Understanding Advertising on Facebook

Facebook is one of the largest and most accessed networks on the internet. The number of users on Facebook have increased to 1.32 billion daily active users on average in June 2017, against all predictions. Facebook is into messaging and social with Messenger, Instagram and Whatsapp, into Virtual Reality with Oculus, targeting corporates with a collaboration tool called Workplace, into the news with Facebook Paper (a competitor of Flipboard), and we are just getting started.

You can order food with Facebook and you can look for jobs on Facebook. You can buy and sell on Facebook. With Facebook Marketing offering solutions to reach your market with remarkable accuracy (90% for the US market), and a customer outreach that is unparalleled, you cannot ignore the access that Facebook provides, whether in the B2B or in the B2C market.

How do you improve the chances of an ad being served, or better still, to be shown at the top? What options do you have when placing ads on the networks? Is budget the only criteria while placing advertisements on Facebook, and how can you be sure that your ads are getting delivered to the right audience on the Facebook network (Facebook, messenger, Instagram etc.). These are some of the questions we delve upon in this article.

How does an Ad get shown to the User:

The process called Ad auction is relatively simple at least on the consumer side. Three factors that determine whether an Ad is shown to a user:

  1. It is a bid. Higher bid gets you higher on the list of ads served to the user.
  2. How interesting and relevant it is to the user.
  3. How likely is it for the user to click on the ad.

Based on these three factors, your ads may or may not be shown to the user.

A couple of pointers here:

  1. The more relevant and interesting an ad is for the user, the less it will cost you as an advertiser to publish the ad for the user.
  2. Facebook utilizes ‘User Value’ (as one of the factors) in its calculation of ‘total value’ (the final rank of the ad is determined by its ‘total value’ which is between 1 – 10). User value takes in the ad’s pre and post-click experience into account. The ad must be relevant and interesting, and post-click engagement on the audience networks is also factored in to find the ‘user value’.
  3. Most of the users on Facebook are mobile device users. If your website does not load within 3 seconds, users are likely to abandon the site. Facebook matches your website loading performance and the users’ connection speeds to optimize user performance. Long story short, higher website speeds will have a higher probability of their ads shown.
  4. Content on the pages resulting after a click on the ad should ideally not have too many popups, ads, etc. which count as negative experiences for the user.

How does an Ad get delivered to the user:

An advertiser can choose between two kinds of delivery mechanism for its ads:

  1. Standard Delivery – Standard Delivery spends your ads evenly for the timeframe of your ad. The bid level is reduced.
  2. Accelerated Delivery – Accelerated Delivery accelerates campaign to maximize distribution of ads, even at higher bid levels. Time-sensitive campaigns or campaigns that expire their use or importance beyond a certain date or time could use this method to reach the market.

How to Analyze your Ad Performance

  1. Delivery Insights: Detailed Ad set performance including cost, reach, schedule. Auction overlap section offers insight on which ad sets overlap and to what extent. A large overlap may lead to performance issues. Audience saturation section gives the percentage of daily impressions from people seeing the ad set for the first time.
  2. Estimated Daily Results: When you make any changes to budget, audience, bid amount or placements, you are able to estimate your outcomes which may be the reach, video views, app installs, etc.
  3. Conversion Optimization: For the desired outcome, Facebook aggressively bids for users more likely to convert.
  4. Conversion Window: A conversion does not often happen right after a user clicks the ad. Facebook allows you to define a conversion window, a time-window essentially for the conversion (such as app install) to be credited to the ad impression or ad click. This helps Facebook understand who ‘you’ regard to have converted through ads, and find more users similar to this audience.

Note:

  1. After your ad is served 500 times, Facebook gives you relevance score based on positive and negative feedback. Check and optimize ad sets with this feedback.
  2. Attribution Window: A conversion is ‘attributed’ to an impression (view) or a click depending on whether he only viewed it or he (also) clicked it. Facebook tracks it for up to 28 days.

 

________________
Chandan works with companies on marketing challenges. He can be reached at [email protected].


■ **Work required**
Which lines below mention "xyxy"? Pick each one out.

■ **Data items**
========================================================================
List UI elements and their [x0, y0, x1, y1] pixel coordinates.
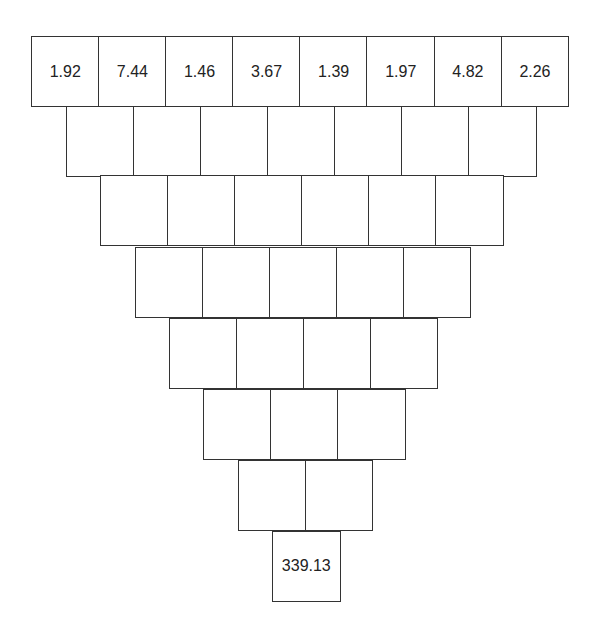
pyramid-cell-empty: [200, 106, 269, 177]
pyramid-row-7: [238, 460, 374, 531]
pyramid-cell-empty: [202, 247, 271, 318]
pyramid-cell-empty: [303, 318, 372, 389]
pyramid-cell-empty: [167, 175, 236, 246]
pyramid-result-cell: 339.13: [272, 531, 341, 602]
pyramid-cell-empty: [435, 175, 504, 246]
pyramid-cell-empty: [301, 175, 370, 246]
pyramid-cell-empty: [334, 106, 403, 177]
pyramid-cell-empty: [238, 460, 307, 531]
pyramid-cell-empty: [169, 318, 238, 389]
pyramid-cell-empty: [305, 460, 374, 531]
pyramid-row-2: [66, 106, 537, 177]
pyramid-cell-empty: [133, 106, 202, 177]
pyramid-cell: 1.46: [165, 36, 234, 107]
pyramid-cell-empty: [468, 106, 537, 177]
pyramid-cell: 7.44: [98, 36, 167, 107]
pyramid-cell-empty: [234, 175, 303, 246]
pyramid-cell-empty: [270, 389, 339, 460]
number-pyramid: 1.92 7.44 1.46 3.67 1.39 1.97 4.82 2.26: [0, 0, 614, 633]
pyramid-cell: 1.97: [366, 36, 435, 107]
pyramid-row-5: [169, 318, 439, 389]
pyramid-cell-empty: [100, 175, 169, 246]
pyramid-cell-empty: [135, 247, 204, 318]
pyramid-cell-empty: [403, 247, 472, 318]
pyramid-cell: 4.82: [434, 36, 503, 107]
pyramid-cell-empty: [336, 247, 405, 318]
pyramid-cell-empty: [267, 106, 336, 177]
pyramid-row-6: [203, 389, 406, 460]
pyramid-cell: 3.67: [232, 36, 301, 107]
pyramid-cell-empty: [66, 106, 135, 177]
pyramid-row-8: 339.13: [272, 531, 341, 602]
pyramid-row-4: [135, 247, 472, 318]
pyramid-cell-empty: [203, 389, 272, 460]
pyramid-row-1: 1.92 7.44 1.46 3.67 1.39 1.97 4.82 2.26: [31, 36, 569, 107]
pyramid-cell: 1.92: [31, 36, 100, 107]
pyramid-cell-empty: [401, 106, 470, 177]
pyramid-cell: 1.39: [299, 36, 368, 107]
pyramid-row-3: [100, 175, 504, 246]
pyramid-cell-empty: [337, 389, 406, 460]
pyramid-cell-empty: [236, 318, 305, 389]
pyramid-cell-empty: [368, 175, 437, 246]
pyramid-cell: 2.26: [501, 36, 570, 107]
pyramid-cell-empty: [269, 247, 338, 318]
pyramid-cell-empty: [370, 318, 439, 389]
========================================================================
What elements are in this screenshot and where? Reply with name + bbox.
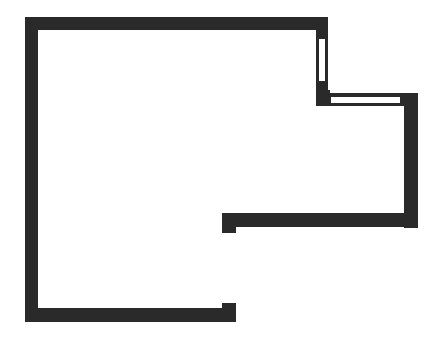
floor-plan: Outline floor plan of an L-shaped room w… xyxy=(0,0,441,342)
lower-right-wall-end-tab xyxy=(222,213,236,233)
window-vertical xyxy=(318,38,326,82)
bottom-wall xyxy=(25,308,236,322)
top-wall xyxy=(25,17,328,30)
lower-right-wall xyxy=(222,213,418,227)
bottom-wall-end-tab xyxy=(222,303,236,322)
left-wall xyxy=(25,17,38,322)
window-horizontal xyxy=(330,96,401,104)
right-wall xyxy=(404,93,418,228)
========================================================================
■ **Answer area**
floor-plan: Outline floor plan of an L-shaped room w… xyxy=(0,0,441,342)
lower-right-wall-end-tab xyxy=(222,213,236,233)
window-vertical xyxy=(318,38,326,82)
bottom-wall xyxy=(25,308,236,322)
top-wall xyxy=(25,17,328,30)
lower-right-wall xyxy=(222,213,418,227)
bottom-wall-end-tab xyxy=(222,303,236,322)
left-wall xyxy=(25,17,38,322)
window-horizontal xyxy=(330,96,401,104)
right-wall xyxy=(404,93,418,228)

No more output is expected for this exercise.